Why Personal Development Is Letting You Down Big Time...

Personal-Development.jpg

‘Winning’ at Life

I was having a conversation about winning last week -- and specifically about winning at sport, in connection with the British cycling team—a team that swept the board at the Olympics, winning more medals than any other country.

Their personal development strategy interested me...

One of the mantras the team coaches focus on is marginal improvements—small steps in other words. They believe that the team does so well because they focus on small changes that make a big difference. Sometimes it's technical—increasing the gearing of the bikes, or not wearing gloves (yes really—that tiny change can make a difference apparently!), and sometimes it's a new approach to their training.

And research backs this up.

To improve our skill at a sport or any activity, we have to make small improvements or we become stressed (physically and mentally), and that stress sends us backwards.

But what about ‘overnight success’? 

Much of the personal development literature has us believe that change happens overnight; that we just need to shift our perspective, "see the light" (usually whatever light that particular doctrine happens to be shining on us), and our lives will be a thousand-fold better.

So—how do these two perspectives connect?

Or do they even connect?

Is there a 'right' way to change your life?

Well, clearly the British cycling team is doing something right.

And, yet, I also believe that people can make a massive shift by looking at their world differently. Let's have a look at that...

A Lightbulb Moment!

As a coach, I know that I can help my clients take something that is blocking them, turn it around and look at it in a different way. If they can see it differently, then that thing that was blocking them often dissolves completely.

That's called an insight, and the right insight can shift your way of thinking in an instant.

At the same time, though, if you want to get better at what you do, you need to work at it.

That's the place for making those marginal improvements. Maybe those marginal improvements come in apparent leaps, and then plateau, and then jump again, but the work to get there is an ongoing process, not a single shift.


If you want to achieve the best life and work possible, you need both of these to be in place: you need a new perspective that opens you up to the possibility of what you are capable of, and you need the skills to be able to get there.


Where Would You Like a Shift?

Is there a challenge you're facing right now? A place in your life or work where you want to create transformation, but where you can see a challenge or a block in front of you?

Ask yourself whether you need to look at it differently, or whether you need to work smarter to get what you want. Because that's how you create what you want in life.

Or maybe you’ve already had it happen? Sometimes it’s simply about noticing when something occurs to us, rather than ignoring it and moving on or talking ourselves out if it because it seems like a ‘stupid idea’.

Then again, sometimes we follow the insights and they lead us somewhere magical. If that’s been your experience, fantastic, and, if not, they start with noticing and see where it leads you.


### [About this exercise]
Find each line below that includes "Prose", then copy it.
Start of Block
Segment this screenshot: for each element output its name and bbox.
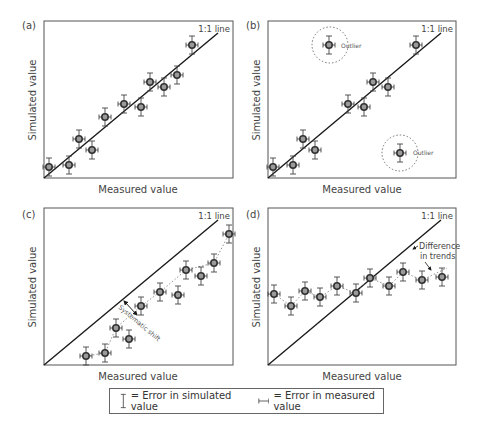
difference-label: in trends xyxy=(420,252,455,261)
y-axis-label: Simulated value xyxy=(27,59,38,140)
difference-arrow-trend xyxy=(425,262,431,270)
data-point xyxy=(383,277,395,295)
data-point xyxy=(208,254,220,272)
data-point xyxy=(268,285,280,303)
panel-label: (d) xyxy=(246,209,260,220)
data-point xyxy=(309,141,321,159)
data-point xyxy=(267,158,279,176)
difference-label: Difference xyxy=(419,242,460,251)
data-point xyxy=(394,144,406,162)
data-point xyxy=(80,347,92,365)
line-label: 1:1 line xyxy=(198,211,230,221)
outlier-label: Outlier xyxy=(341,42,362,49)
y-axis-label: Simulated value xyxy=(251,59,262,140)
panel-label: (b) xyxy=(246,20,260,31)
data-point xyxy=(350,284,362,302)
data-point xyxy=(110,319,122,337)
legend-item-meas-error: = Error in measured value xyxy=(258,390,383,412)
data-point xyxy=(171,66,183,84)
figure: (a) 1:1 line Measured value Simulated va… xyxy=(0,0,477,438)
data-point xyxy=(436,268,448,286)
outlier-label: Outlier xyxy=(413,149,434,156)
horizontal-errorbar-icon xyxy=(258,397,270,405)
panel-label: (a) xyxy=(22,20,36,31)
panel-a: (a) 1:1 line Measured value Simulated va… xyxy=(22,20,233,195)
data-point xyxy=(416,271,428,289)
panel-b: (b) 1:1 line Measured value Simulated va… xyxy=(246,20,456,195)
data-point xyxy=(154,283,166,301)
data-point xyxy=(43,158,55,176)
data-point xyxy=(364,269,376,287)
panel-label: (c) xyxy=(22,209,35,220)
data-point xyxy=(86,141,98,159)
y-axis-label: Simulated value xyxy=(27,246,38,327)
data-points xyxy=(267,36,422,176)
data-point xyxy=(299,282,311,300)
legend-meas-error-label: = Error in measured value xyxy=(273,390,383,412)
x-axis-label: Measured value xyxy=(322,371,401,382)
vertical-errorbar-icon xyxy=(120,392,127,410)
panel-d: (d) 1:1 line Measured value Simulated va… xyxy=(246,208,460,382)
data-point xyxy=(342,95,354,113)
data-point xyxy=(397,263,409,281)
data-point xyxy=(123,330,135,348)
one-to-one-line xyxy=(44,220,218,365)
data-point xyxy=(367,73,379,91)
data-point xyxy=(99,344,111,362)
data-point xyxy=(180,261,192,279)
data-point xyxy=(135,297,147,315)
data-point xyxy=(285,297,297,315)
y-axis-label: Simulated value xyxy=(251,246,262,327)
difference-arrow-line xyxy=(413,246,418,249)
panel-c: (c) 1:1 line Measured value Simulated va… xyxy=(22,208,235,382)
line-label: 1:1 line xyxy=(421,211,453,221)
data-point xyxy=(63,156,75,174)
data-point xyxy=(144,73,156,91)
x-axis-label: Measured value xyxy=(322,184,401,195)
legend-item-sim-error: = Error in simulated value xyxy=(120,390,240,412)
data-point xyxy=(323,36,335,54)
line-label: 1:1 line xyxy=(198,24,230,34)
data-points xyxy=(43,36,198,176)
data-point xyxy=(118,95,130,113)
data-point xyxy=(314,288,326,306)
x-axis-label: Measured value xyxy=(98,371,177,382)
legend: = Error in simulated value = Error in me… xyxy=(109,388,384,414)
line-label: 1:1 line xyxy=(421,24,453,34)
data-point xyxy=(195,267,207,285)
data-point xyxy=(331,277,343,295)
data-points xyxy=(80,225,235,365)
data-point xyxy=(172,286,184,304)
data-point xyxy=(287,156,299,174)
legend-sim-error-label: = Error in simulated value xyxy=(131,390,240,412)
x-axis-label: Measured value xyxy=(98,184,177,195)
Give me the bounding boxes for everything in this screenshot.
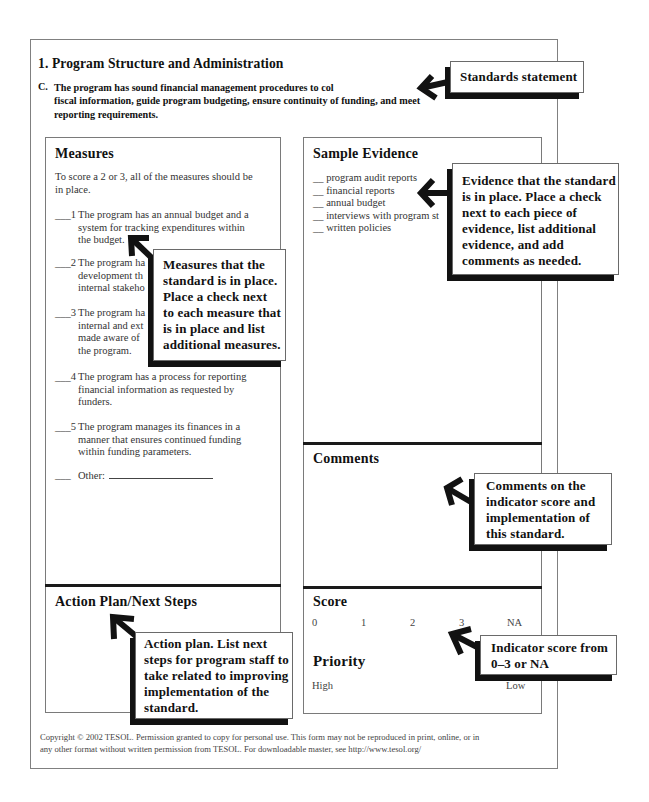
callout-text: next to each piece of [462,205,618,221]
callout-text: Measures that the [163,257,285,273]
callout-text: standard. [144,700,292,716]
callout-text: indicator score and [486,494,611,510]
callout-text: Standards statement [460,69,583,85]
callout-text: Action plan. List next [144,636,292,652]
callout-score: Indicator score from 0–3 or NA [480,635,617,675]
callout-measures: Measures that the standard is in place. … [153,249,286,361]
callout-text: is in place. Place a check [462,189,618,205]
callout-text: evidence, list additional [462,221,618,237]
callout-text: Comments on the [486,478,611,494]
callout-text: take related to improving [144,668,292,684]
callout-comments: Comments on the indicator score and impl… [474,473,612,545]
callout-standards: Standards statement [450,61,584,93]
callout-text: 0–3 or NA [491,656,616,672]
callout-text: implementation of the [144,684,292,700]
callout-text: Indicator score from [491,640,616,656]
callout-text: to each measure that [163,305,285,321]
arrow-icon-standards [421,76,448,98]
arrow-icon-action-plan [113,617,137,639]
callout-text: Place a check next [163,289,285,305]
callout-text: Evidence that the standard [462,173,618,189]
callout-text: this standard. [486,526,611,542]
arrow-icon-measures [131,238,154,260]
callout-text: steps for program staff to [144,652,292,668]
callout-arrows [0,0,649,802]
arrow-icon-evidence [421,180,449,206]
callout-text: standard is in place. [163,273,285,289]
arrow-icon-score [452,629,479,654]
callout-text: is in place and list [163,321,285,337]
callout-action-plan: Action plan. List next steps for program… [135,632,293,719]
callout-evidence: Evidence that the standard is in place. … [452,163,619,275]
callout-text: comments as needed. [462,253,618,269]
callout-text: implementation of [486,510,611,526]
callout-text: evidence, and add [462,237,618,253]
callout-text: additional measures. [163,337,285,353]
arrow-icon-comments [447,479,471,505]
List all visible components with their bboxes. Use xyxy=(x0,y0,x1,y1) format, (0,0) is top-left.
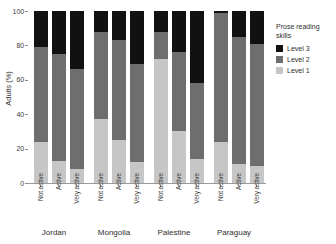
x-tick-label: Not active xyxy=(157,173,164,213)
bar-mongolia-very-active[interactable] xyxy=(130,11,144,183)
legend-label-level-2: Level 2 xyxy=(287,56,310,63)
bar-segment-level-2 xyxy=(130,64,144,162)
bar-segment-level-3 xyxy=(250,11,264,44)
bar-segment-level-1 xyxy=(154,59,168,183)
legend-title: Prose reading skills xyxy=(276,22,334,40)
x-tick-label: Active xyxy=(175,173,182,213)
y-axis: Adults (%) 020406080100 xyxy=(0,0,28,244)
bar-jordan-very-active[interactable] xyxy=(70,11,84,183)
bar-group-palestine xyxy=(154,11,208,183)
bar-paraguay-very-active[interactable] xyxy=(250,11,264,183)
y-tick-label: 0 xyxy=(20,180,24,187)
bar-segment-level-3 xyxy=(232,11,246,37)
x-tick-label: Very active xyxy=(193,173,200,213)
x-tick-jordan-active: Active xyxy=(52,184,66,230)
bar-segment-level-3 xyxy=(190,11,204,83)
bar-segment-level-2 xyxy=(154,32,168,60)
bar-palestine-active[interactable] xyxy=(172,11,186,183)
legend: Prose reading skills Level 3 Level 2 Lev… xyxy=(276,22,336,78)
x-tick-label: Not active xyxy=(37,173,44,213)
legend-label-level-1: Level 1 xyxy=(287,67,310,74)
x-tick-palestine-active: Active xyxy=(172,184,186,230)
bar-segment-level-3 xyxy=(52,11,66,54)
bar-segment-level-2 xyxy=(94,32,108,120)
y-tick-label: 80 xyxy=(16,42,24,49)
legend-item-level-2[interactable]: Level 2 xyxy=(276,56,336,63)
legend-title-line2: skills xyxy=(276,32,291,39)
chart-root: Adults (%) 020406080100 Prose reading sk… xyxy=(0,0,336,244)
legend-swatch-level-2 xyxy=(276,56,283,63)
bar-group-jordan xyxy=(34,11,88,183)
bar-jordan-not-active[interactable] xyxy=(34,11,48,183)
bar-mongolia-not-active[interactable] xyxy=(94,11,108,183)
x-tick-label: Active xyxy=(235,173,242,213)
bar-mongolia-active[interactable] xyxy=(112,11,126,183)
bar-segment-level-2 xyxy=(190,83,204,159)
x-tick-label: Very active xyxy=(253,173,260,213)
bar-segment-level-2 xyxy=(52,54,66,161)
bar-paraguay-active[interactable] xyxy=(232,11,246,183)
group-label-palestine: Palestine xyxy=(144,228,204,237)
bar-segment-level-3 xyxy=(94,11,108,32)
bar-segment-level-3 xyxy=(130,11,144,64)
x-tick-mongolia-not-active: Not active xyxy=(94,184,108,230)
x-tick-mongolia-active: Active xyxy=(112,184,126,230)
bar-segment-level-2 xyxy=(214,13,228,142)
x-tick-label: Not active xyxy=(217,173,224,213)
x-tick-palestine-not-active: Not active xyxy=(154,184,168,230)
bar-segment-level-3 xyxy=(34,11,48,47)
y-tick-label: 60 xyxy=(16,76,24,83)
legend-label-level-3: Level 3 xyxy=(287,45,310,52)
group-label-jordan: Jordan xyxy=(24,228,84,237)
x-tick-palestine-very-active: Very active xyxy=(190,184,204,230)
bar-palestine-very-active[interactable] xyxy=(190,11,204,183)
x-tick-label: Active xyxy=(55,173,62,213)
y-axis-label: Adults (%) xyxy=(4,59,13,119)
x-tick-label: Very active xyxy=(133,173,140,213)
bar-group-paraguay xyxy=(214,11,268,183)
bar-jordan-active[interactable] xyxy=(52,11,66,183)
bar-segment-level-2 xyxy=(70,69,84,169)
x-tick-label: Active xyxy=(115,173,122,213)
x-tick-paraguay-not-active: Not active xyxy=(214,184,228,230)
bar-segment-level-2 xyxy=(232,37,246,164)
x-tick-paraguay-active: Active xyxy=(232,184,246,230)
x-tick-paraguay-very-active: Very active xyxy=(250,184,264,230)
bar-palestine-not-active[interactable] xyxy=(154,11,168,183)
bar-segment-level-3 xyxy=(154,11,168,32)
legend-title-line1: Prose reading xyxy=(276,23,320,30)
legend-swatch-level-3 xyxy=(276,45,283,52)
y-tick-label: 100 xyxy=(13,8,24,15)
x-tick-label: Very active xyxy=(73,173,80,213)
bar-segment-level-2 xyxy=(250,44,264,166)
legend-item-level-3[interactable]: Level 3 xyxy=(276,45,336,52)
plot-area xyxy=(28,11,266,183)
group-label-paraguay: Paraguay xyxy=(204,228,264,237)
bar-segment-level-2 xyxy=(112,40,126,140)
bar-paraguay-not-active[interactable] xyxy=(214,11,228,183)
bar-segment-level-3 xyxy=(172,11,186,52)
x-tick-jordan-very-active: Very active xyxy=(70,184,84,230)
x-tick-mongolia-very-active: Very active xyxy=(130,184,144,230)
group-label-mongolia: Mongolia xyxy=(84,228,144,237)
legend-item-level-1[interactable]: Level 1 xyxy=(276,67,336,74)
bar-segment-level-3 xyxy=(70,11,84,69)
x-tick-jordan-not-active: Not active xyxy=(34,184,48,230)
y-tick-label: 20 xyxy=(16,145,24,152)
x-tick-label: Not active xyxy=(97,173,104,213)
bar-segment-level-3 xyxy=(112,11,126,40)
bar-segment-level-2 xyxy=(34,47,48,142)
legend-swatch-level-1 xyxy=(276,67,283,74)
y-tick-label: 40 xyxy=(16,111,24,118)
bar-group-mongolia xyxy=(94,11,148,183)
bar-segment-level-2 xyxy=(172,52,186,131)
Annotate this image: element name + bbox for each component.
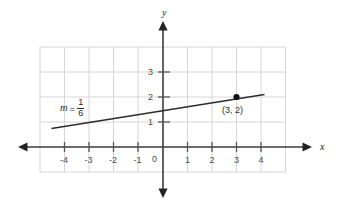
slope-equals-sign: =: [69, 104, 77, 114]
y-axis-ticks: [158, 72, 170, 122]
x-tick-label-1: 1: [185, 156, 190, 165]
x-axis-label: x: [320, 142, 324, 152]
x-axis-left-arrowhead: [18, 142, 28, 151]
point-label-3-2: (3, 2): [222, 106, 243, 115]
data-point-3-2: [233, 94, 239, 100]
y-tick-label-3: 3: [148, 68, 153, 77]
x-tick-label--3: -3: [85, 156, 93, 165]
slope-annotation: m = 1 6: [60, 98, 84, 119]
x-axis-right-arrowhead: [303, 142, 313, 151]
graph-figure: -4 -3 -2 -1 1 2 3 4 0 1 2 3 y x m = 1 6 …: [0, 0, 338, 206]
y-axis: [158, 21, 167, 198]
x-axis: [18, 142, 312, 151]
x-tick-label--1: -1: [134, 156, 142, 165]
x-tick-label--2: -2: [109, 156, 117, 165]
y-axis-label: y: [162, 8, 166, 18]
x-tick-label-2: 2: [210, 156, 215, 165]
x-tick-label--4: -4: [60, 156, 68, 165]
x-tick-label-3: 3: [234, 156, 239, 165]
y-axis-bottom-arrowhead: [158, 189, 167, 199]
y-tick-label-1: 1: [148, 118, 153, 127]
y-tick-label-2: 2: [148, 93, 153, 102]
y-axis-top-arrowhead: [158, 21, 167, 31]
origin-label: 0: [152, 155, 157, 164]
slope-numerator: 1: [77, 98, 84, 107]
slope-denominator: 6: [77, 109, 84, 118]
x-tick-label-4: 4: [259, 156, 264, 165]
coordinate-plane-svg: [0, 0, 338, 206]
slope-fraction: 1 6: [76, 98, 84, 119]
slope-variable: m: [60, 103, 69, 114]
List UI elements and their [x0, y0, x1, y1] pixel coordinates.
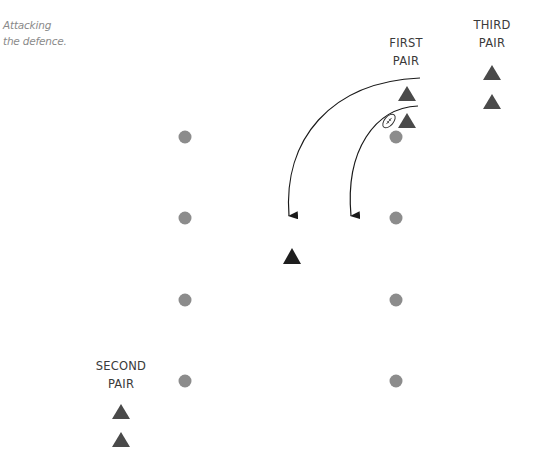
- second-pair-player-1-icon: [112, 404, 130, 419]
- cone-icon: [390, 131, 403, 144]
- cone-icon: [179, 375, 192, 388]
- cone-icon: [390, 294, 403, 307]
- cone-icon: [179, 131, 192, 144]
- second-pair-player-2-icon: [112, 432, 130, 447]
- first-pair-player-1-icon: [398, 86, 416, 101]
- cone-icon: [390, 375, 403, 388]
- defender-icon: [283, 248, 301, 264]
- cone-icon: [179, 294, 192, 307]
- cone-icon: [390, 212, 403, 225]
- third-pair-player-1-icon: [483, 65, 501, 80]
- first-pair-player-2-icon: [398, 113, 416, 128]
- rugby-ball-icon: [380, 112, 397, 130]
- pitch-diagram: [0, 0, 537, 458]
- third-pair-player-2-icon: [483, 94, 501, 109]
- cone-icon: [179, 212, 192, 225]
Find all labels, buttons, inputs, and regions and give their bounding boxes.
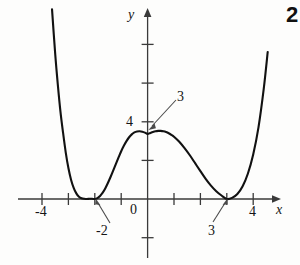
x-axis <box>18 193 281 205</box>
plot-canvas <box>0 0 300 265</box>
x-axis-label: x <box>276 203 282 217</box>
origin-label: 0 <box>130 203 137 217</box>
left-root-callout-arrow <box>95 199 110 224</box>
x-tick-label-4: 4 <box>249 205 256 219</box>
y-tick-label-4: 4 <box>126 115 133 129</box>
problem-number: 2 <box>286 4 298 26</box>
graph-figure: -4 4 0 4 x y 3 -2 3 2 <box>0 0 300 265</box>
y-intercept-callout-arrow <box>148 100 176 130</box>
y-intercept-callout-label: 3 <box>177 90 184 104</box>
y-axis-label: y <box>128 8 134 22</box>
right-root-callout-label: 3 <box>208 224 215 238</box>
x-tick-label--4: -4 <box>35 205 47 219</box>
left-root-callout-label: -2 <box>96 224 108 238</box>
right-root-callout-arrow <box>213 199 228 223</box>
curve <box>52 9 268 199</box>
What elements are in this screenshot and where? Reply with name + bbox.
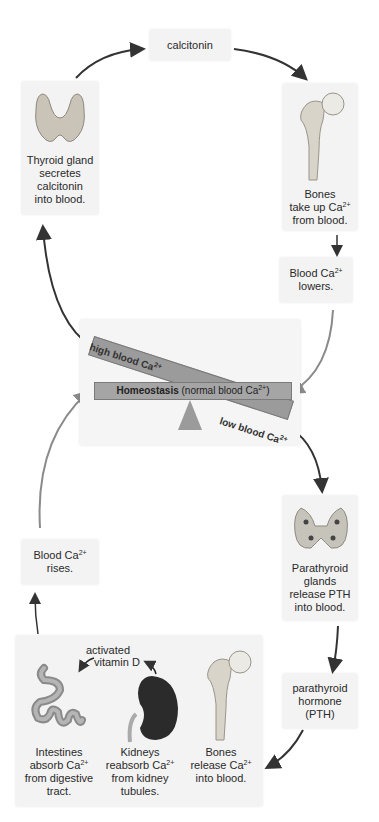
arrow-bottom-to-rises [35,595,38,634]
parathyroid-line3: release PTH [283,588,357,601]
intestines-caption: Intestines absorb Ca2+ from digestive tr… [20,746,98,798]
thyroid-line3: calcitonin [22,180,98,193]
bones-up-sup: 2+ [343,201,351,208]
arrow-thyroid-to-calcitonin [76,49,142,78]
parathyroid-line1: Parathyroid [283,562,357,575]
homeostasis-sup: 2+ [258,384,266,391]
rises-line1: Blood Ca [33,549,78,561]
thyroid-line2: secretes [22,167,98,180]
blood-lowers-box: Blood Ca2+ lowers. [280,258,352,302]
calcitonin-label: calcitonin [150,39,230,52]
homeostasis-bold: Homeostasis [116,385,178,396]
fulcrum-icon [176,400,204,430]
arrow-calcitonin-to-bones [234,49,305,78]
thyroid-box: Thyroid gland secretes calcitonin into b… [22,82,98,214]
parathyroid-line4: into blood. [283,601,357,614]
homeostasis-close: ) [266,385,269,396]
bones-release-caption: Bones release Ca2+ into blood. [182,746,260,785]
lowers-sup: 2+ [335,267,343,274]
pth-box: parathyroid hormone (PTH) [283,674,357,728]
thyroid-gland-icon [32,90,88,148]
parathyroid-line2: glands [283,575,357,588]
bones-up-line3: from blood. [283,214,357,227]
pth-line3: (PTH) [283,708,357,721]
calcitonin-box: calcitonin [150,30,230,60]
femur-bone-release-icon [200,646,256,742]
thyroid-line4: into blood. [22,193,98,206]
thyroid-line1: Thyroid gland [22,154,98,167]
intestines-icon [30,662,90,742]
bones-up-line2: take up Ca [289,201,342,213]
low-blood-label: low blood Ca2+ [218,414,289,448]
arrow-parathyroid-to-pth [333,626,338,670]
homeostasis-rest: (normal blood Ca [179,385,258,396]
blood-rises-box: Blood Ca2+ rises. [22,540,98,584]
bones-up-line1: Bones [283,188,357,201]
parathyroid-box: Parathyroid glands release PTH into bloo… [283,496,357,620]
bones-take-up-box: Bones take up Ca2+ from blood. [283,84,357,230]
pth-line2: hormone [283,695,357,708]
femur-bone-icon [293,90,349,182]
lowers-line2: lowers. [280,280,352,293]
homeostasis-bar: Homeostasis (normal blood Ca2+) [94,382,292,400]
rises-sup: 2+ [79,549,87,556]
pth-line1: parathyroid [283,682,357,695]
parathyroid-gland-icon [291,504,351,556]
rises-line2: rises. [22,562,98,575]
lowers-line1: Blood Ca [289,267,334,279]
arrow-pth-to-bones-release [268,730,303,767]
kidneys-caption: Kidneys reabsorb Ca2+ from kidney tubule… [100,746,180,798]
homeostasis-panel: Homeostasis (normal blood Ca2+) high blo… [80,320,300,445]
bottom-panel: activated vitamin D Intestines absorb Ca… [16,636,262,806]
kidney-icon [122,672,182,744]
End of Block
### [Response box]
legend-title: Prose reading skills xyxy=(276,22,334,40)
legend: Prose reading skills Level 3 Level 2 Lev… xyxy=(276,22,336,78)
chart-root: Adults (%) 020406080100 Prose reading sk… xyxy=(0,0,336,244)
legend-title-line1: Prose reading xyxy=(276,23,320,30)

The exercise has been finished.